Formal cancer care in Sweden is dominated by the BHC with national health insurance generally covering cost of care and treatment provision within BHC. In general the national health insurance does not cover CAM, although there are some notable exceptions, see below.

Eklöf and Kullberg29 report that CAM provision in Sweden is provided in at least four different ways in relation to the formal health care system:

- Provision of CAM by non-licensed CAM providers, i.e. the provision of CAM care, is outside the jurisdiction of the Swedish Board of Health & Welfare.

- Formalized collaboration between individual providers (both licensed and non- licensed) and institutions providing CAM within the formal BHC health care system.

The anthroposophic hospital Vidarkliniken is an example of such collaboration in terms of cancer care.

- Provision of certain CAM by licensed BHC providers within the formal BHC health care system. The provision of acupuncture or lymph massage by e.g., physiotherapists or nurses are examples of such care available at some clinics in Sweden.

- Close collaboration between licensed providers and non-licensed providers providing CAM within a particular health care setting.

(15)

In line with the Swedish Health Care Act30, BHC providers are legally required to practice based on “science and tested experience”. Although the term “science and tested experience”

is somewhat ambiguous, it basically prohibits BHC providers from recommending or

providing CAM with a few exceptions regarding situations when a patient initiates the request for CAM or when no BHC treatment is available. These exceptions also require that no risks are associated with the particular CAM therapy.
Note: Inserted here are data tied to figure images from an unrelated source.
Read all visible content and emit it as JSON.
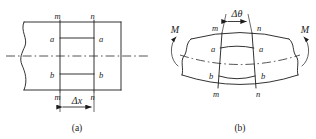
{
  "figure": {
    "background_color": "#ffffff",
    "line_color": "#1c1c1c",
    "width": 316,
    "height": 139
  },
  "panel_a": {
    "caption": "(a)",
    "description": "Undeformed straight beam element",
    "labels": {
      "section_top_left": "m",
      "section_top_right": "n",
      "section_bottom_left": "m",
      "section_bottom_right": "n",
      "fiber_upper_left": "a",
      "fiber_upper_right": "a",
      "fiber_lower_left": "b",
      "fiber_lower_right": "b",
      "dimension": "Δx"
    }
  },
  "panel_b": {
    "caption": "(b)",
    "description": "Deformed beam element under pure bending moments",
    "labels": {
      "moment_left": "M",
      "moment_right": "M",
      "section_top_left": "m",
      "section_top_right": "n",
      "section_bottom_left": "m",
      "section_bottom_right": "n",
      "fiber_upper_left": "a",
      "fiber_upper_right": "a",
      "fiber_lower_left": "b",
      "fiber_lower_right": "b",
      "angle": "Δθ"
    }
  }
}
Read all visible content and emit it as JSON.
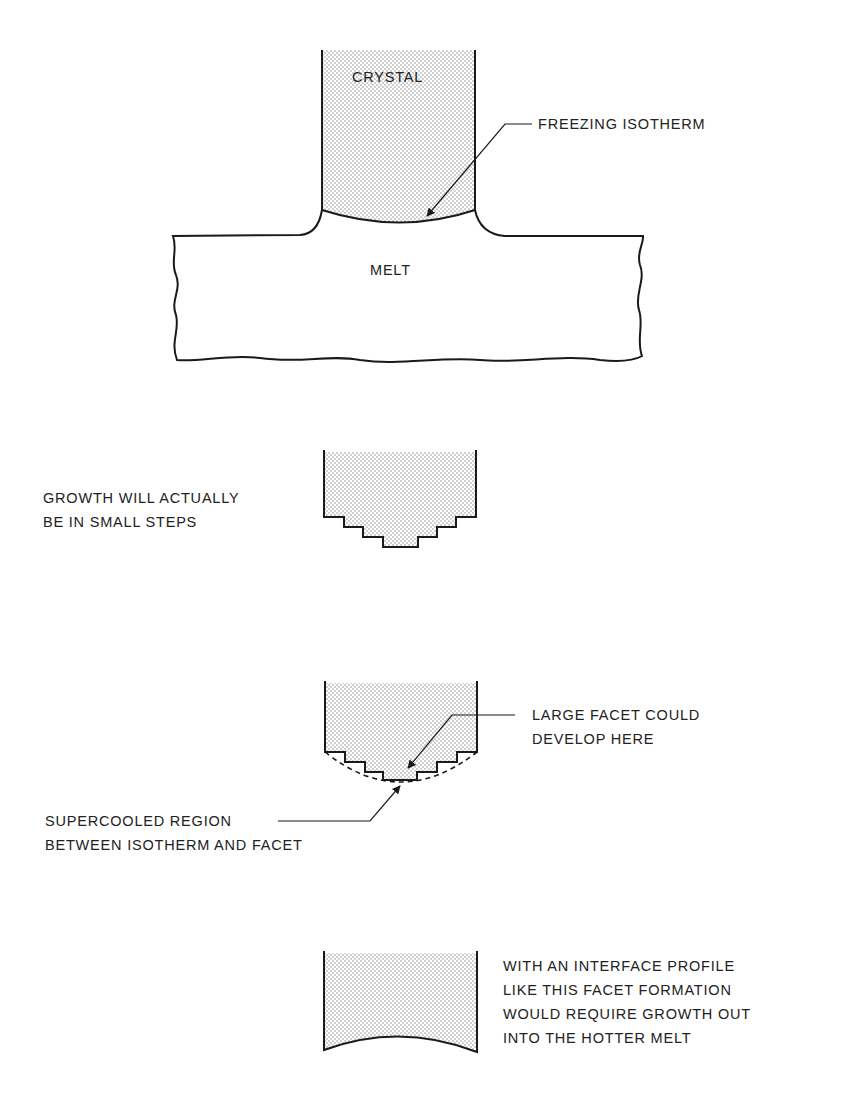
{
  "figure": {
    "type": "crystal growth interface schematic",
    "colors": {
      "line": "#1a1a1a",
      "stipple": "#8a8a8a",
      "background": "#ffffff"
    },
    "panels": [
      {
        "id": "panel-1",
        "labels": {
          "crystal": "CRYSTAL",
          "melt": "MELT",
          "freezing_isotherm": "FREEZING ISOTHERM"
        }
      },
      {
        "id": "panel-2",
        "caption_lines": [
          "GROWTH WILL ACTUALLY",
          "BE IN SMALL STEPS"
        ]
      },
      {
        "id": "panel-3",
        "facet_label_lines": [
          "LARGE FACET COULD",
          "DEVELOP HERE"
        ],
        "supercooled_label_lines": [
          "SUPERCOOLED REGION",
          "BETWEEN ISOTHERM AND FACET"
        ]
      },
      {
        "id": "panel-4",
        "caption_lines": [
          "WITH AN INTERFACE PROFILE",
          "LIKE THIS FACET FORMATION",
          "WOULD REQUIRE GROWTH OUT",
          "INTO THE HOTTER MELT"
        ]
      }
    ]
  }
}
Also, the Swedish Health Care Act30 prohibits all non-licensed health care providers from treating certain conditions, including cancer.

However, since the law does not define the difference between treatment of cancer and treatment of a person with cancer, the role of non-licensed professionals providing CAM to cancer patients with the aim of improving well-being remains largely unclear.

4.5 RESEARCH ON CAM USE AMONG INDIVIDUALS WITH CANCER While many CAM methods have been used for thousands of years (e.g., in the case of TM/CAM such as Ayurveda), many TM/CAM have not been evaluated scientifically3. However, with the increasing popularity of CAM, scientific investigations on CAM have increased. The increased interest in investigating CAM according to scientific principles, which rose during the 1990’s, is for example indicated by the increase in number of academic journals specifically dedicated to such inquires15.

I have categorized research on CAM use among individuals with cancer broadly as related to four areas: 1) Utilization studies addressing questions like What CAM methods are used, how are they used, and by whom? 2) Studies of reasons underlying people’s use of CAM,

addressing the question Why do people use CAM? 3) Studies of CAM efficacy asking

questions such as Does it work? 4) Studies of potential risks with CAM use examining issues like Is CAM safe?

4.5.1 Utilization of CAM

Research indicates that CAM use among individuals with cancer is widespread. Molassiotis et al.1 found that CAM use occurred among 39% of the 956 cancer patients, included in a survey in 14 European countries. Similar estimates of the extent of CAM utilization were found in other surveys, e.g., in Japan with Hyodo et al.31 finding that 45% of surveyed cancer patients reported using CAM. Data on CAM utilization among cancer patients presented by Boon et al.32 also suggest that the reported use of CAM has increased from 1998 to 2005. Cancer patients, along with other patient groups with chronic symptomatic illnesses, report using more CAM than other groups in society(e.g.33, 34). Studies also vary in their estimates of CAM use among cancer patients, as exemplified in the review by Ernst and Cassileth35, who found that reported CAM utilization rates varied between 7-64%. Besides reflecting actual

differences in CAM utilization in different contexts, this variation in estimates is also likely to reflect differences in defining CAM35.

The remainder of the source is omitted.